Sign up for our newsletters Subscribe
How nice it was to see my grandmother's lesson given form in The Master, which I revisited this past weekend. Some of the film's most striking images are close-ups of its actors' faces. Where most directors have employed 70-millimeter film to create epic landscapes, Paul Thomas Anderson uses it to grant almost supernatural importance to jawlines, bridges of noses, and the heights of foreheads. (I assume this effect will be lost on a small screen.) Before their relationship is fully developed, one senses a fundamental opposition between the characters played by Joaquin Phoenix and Philip Seymour Hoffman through the stark difference in the shapes of their cheeks.
In Histoire(s) du Cinema, Jean-Luc Godard avers that cinema is the heir of painting, and he often illustrates this point by juxtaposing favorite film frames with iconic still images. I try to keep this in mind whenever I risk taking moving images for granted; no matter how bad a movie may be, it will usually succeed as an anatomy lesson so long as there are people in it. Take, for example, the current release Smashed. I didn't much care for the movie, but I'll grant that it offers plenty of time to study the faces of Mary Elizabeth Winstead and Aaron Paul. There's something about Winstead I could never quite warm to: maybe it's the way the lower half of her face broadens and turns dull at the chin, like the round end of an egg. It suggests complacency to me, a small reserve of warmth and fat that lets her character weather the trials of alcoholism without too much drama. Compare this with the inherent tension in the faces of Lee Remick and Jack Lemmon in Days of Wine and Roses (the movie that Smashed reminds me of most), and you'll see the difference between merely competent screen acting and performers making the most of their natural instruments.
Ben Sachs writes about moviegoing every Monday.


Each record below must be written out again in exactly the same form.
::::::::
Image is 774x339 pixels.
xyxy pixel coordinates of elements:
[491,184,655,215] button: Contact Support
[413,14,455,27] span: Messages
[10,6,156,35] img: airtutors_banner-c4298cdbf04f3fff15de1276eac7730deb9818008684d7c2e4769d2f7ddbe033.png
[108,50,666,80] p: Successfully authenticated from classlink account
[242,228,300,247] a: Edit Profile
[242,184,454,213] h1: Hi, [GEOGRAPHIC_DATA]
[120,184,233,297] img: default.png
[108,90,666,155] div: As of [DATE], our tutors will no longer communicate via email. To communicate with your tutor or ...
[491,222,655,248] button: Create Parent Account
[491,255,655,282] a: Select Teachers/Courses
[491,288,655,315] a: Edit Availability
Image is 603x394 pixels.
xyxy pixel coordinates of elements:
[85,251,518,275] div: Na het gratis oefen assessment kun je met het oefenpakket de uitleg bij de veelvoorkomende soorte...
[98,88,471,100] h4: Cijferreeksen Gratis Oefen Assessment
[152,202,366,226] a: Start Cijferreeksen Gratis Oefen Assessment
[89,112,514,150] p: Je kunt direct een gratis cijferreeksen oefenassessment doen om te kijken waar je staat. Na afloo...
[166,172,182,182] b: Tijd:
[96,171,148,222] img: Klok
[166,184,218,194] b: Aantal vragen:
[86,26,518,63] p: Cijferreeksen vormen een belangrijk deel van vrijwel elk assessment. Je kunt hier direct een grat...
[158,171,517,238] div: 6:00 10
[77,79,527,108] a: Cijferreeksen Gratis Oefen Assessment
::::::::
Finished exercise:
Image is 774x339 pixels.
xyxy pixel coordinates of elements:
[491,184,655,215] button: Contact Support
[413,14,455,27] span: Messages
[10,6,156,35] img: airtutors_banner-c4298cdbf04f3fff15de1276eac7730deb9818008684d7c2e4769d2f7ddbe033.png
[108,50,666,80] p: Successfully authenticated from classlink account
[242,228,300,247] a: Edit Profile
[242,184,454,213] h1: Hi, [GEOGRAPHIC_DATA]
[120,184,233,297] img: default.png
[108,90,666,155] div: As of [DATE], our tutors will no longer communicate via email. To communicate with your tutor or ...
[491,222,655,248] button: Create Parent Account
[491,255,655,282] a: Select Teachers/Courses
[491,288,655,315] a: Edit Availability
Image is 603x394 pixels.
xyxy pixel coordinates of elements:
[85,251,518,275] div: Na het gratis oefen assessment kun je met het oefenpakket de uitleg bij de veelvoorkomende soorte...
[98,88,471,100] h4: Cijferreeksen Gratis Oefen Assessment
[152,202,366,226] a: Start Cijferreeksen Gratis Oefen Assessment
[89,112,514,150] p: Je kunt direct een gratis cijferreeksen oefenassessment doen om te kijken waar je staat. Na afloo...
[166,172,182,182] b: Tijd:
[96,171,148,222] img: Klok
[166,184,218,194] b: Aantal vragen:
[86,26,518,63] p: Cijferreeksen vormen een belangrijk deel van vrijwel elk assessment. Je kunt hier direct een grat...
[158,171,517,238] div: 6:00 10
[77,79,527,108] a: Cijferreeksen Gratis Oefen Assessment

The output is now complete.